A MUM is looking for a publishing deal after writing a children’s book about her six-year-old daughter’s form of epilepsy.
Kate Lambert wrote ‘Sarah Jayne Has Staring Moments’ to help raise awareness of absence seizures.
The tale is based on the experiences of her daughter Lille, who was diagnosed with the condition 18 months ago.
Absence seizures are brief moments of staring or ‘blanking out’, which can affect some children dozens of times a day until adulthood.
Lasting around 10 to 20 seconds, they are a type of epilepsy caused by electrical activity in the brain.
Sufferers miss bits of information and may have an accident if they have a seizure while doing something risky.
And because the child is unaware they have happened, they can be difficult to spot and mistaken for bad behaviour.
Kate, 31, from Revidge, Blackburn, said: “I knew something was wrong with Lille.
"At school she wouldn’t hear things, and if she had a bad day the seizures were worse.
"They made her tired and grumpy and out of sorts.
“She couldn’t explain her condition because she couldn’t see it happening to herself.”
Lille was tested by doctors after she suffered two more serious seizures, but these were isolated incidents, and her condition has improved.
Kate said: “She was having 100 seizures a day when she was first diagnosed.
“I did a lot of research and decided not to medicate her, which is quite controversial, but I felt she was too young and we wanted to try and find a different cure.
“We’ve given her alternative therapies such as homeopathy and cranial sacral therapy.
“After the first treatment she went down to five to 10 seizures a day.

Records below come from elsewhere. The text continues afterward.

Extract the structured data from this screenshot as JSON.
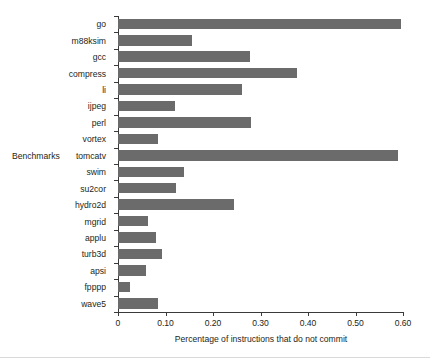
{
  "chart_data": {
    "type": "bar",
    "orientation": "horizontal",
    "title": "",
    "xlabel": "Percentage of instructions that do not commit",
    "ylabel": "Benchmarks",
    "xlim": [
      0,
      0.6
    ],
    "xticks": [
      "0",
      "0.10",
      "0.20",
      "0.30",
      "0.40",
      "0.50",
      "0.60"
    ],
    "xtick_values": [
      0,
      0.1,
      0.2,
      0.3,
      0.4,
      0.5,
      0.6
    ],
    "grid": false,
    "legend": null,
    "bar_color": "#6b6b6b",
    "axis_color": "#3a3a3a",
    "categories": [
      "go",
      "m88ksim",
      "gcc",
      "compress",
      "li",
      "ijpeg",
      "perl",
      "vortex",
      "tomcatv",
      "swim",
      "su2cor",
      "hydro2d",
      "mgrid",
      "applu",
      "turb3d",
      "apsi",
      "fpppp",
      "wave5"
    ],
    "values": [
      0.595,
      0.155,
      0.277,
      0.377,
      0.262,
      0.12,
      0.281,
      0.084,
      0.59,
      0.139,
      0.122,
      0.245,
      0.064,
      0.079,
      0.092,
      0.059,
      0.026,
      0.085
    ]
  }
}
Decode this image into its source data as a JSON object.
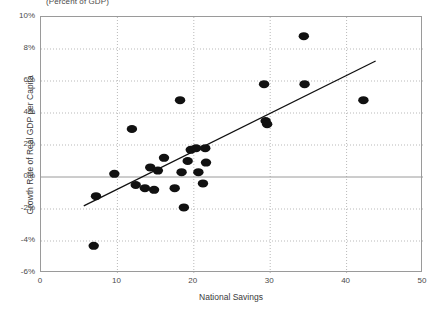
{
  "chart_data": {
    "type": "scatter",
    "title": "(Percent of GDP)",
    "xlabel": "National Savings",
    "ylabel": "Growth Rate of Real GDP per Capita",
    "xlim": [
      0,
      50
    ],
    "ylim": [
      -6,
      10
    ],
    "xticks": [
      0,
      10,
      20,
      30,
      40,
      50
    ],
    "xtick_labels": [
      "0",
      "10",
      "20",
      "30",
      "40",
      "50"
    ],
    "yticks": [
      -6,
      -4,
      -2,
      0,
      2,
      4,
      6,
      8,
      10
    ],
    "ytick_labels": [
      "-6%",
      "-4%",
      "-2%",
      "0%",
      "2%",
      "4%",
      "6%",
      "8%",
      "10%"
    ],
    "grid": "dotted-both",
    "legend": "none",
    "marker": {
      "shape": "ellipse",
      "color": "#111111",
      "size_px": 9
    },
    "zero_line": {
      "y": 0,
      "color": "#9a9a9a"
    },
    "trendline": {
      "type": "linear",
      "color": "#111111",
      "x_start": 5.6,
      "y_start": -1.8,
      "x_end": 43.8,
      "y_end": 7.25
    },
    "points": [
      {
        "x": 6.9,
        "y": -4.3
      },
      {
        "x": 7.2,
        "y": -1.2
      },
      {
        "x": 9.6,
        "y": 0.2
      },
      {
        "x": 11.9,
        "y": 3.0
      },
      {
        "x": 12.4,
        "y": -0.5
      },
      {
        "x": 13.6,
        "y": -0.7
      },
      {
        "x": 14.3,
        "y": 0.6
      },
      {
        "x": 14.8,
        "y": -0.8
      },
      {
        "x": 15.3,
        "y": 0.4
      },
      {
        "x": 16.1,
        "y": 1.2
      },
      {
        "x": 17.5,
        "y": -0.7
      },
      {
        "x": 18.2,
        "y": 4.8
      },
      {
        "x": 18.4,
        "y": 0.3
      },
      {
        "x": 18.7,
        "y": -1.9
      },
      {
        "x": 19.2,
        "y": 1.0
      },
      {
        "x": 19.6,
        "y": 1.7
      },
      {
        "x": 20.3,
        "y": 1.8
      },
      {
        "x": 20.6,
        "y": 0.3
      },
      {
        "x": 21.2,
        "y": -0.4
      },
      {
        "x": 21.5,
        "y": 1.8
      },
      {
        "x": 21.6,
        "y": 0.9
      },
      {
        "x": 29.2,
        "y": 5.8
      },
      {
        "x": 29.4,
        "y": 3.5
      },
      {
        "x": 29.6,
        "y": 3.3
      },
      {
        "x": 34.4,
        "y": 8.8
      },
      {
        "x": 34.5,
        "y": 5.8
      },
      {
        "x": 42.2,
        "y": 4.8
      }
    ]
  }
}
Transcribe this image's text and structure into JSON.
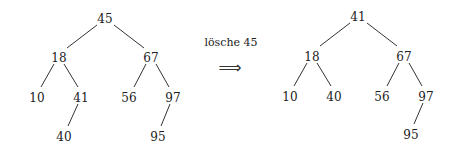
{
  "caption": "lösche 45",
  "arrow": "⟹",
  "left_tree": {
    "nodes": [
      {
        "id": "n45",
        "label": "45",
        "x": 105,
        "y": 19
      },
      {
        "id": "n18",
        "label": "18",
        "x": 59,
        "y": 58
      },
      {
        "id": "n67",
        "label": "67",
        "x": 151,
        "y": 58
      },
      {
        "id": "n10",
        "label": "10",
        "x": 37,
        "y": 98
      },
      {
        "id": "n41",
        "label": "41",
        "x": 81,
        "y": 98
      },
      {
        "id": "n56",
        "label": "56",
        "x": 129,
        "y": 98
      },
      {
        "id": "n97",
        "label": "97",
        "x": 173,
        "y": 98
      },
      {
        "id": "n40",
        "label": "40",
        "x": 64,
        "y": 137
      },
      {
        "id": "n95",
        "label": "95",
        "x": 158,
        "y": 137
      }
    ],
    "edges": [
      {
        "x1": 97,
        "y1": 25,
        "x2": 67,
        "y2": 48
      },
      {
        "x1": 114,
        "y1": 25,
        "x2": 144,
        "y2": 48
      },
      {
        "x1": 54,
        "y1": 64,
        "x2": 41,
        "y2": 87
      },
      {
        "x1": 64,
        "y1": 64,
        "x2": 78,
        "y2": 87
      },
      {
        "x1": 146,
        "y1": 64,
        "x2": 134,
        "y2": 87
      },
      {
        "x1": 156,
        "y1": 64,
        "x2": 169,
        "y2": 87
      },
      {
        "x1": 78,
        "y1": 104,
        "x2": 68,
        "y2": 126
      },
      {
        "x1": 170,
        "y1": 104,
        "x2": 161,
        "y2": 126
      }
    ]
  },
  "right_tree": {
    "nodes": [
      {
        "id": "m41",
        "label": "41",
        "x": 358,
        "y": 17
      },
      {
        "id": "m18",
        "label": "18",
        "x": 312,
        "y": 57
      },
      {
        "id": "m67",
        "label": "67",
        "x": 404,
        "y": 57
      },
      {
        "id": "m10",
        "label": "10",
        "x": 290,
        "y": 97
      },
      {
        "id": "m40",
        "label": "40",
        "x": 334,
        "y": 97
      },
      {
        "id": "m56",
        "label": "56",
        "x": 382,
        "y": 97
      },
      {
        "id": "m97",
        "label": "97",
        "x": 426,
        "y": 97
      },
      {
        "id": "m95",
        "label": "95",
        "x": 411,
        "y": 135
      }
    ],
    "edges": [
      {
        "x1": 350,
        "y1": 23,
        "x2": 320,
        "y2": 46
      },
      {
        "x1": 367,
        "y1": 23,
        "x2": 397,
        "y2": 46
      },
      {
        "x1": 307,
        "y1": 63,
        "x2": 294,
        "y2": 86
      },
      {
        "x1": 317,
        "y1": 63,
        "x2": 331,
        "y2": 86
      },
      {
        "x1": 399,
        "y1": 63,
        "x2": 387,
        "y2": 86
      },
      {
        "x1": 409,
        "y1": 63,
        "x2": 422,
        "y2": 86
      },
      {
        "x1": 423,
        "y1": 103,
        "x2": 414,
        "y2": 124
      }
    ]
  }
}
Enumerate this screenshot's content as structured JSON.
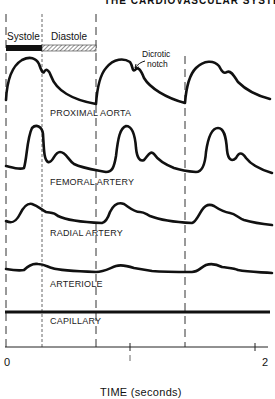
{
  "header": {
    "title": "THE CARDIOVASCULAR SYSTEM"
  },
  "phases": {
    "systole": "Systole",
    "diastole": "Diastole",
    "systole_color": "#111111",
    "diastole_pattern": "hatched"
  },
  "annotation": {
    "line1": "Dicrotic",
    "line2": "notch"
  },
  "traces": [
    {
      "id": "proximal-aorta",
      "label": "PROXIMAL AORTA"
    },
    {
      "id": "femoral-artery",
      "label": "FEMORAL ARTERY"
    },
    {
      "id": "radial-artery",
      "label": "RADIAL ARTERY"
    },
    {
      "id": "arteriole",
      "label": "ARTERIOLE"
    },
    {
      "id": "capillary",
      "label": "CAPILLARY"
    }
  ],
  "axis": {
    "tick_start": "0",
    "tick_end": "2",
    "label": "TIME (seconds)"
  }
}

“They last about a second now and they are not impacting on her school life so much.”
Epilepsy Action, the largest member-led epilepsy organisation in Britain, says that although some people find complementary treatments helpful in treating their epilepsy, “there is no scientific evidence to suggest that any type of complementary treatment is successful in controlling or curing epilepsy”.
It adds that because of this lack of scientific evidence, it is recommended that complementary treatment should be used with anti-epileptic medication, rather than on its own.
Kate’s book centres around Sarah Jayne Possembury, a fictional character she first wrote about when she was a child.
She said: “One of the reasons I wrote the book is because there is a lot of misunderstanding.
“It’s Lille’s story with a different name.”
Kate enlisted the help of Blackburn student Rebecca Morris, who illustrated the story and created the book as part of her second-year course at Blackburn College University Centre.
The 20-year-old, who is studying for a BA in Illustration Design, said: “It was hard work but fun, and it’s been really rewarding because of the theme behind it.”
Now the duo are hoping to get a publishing deal so they can spread the book’s message further.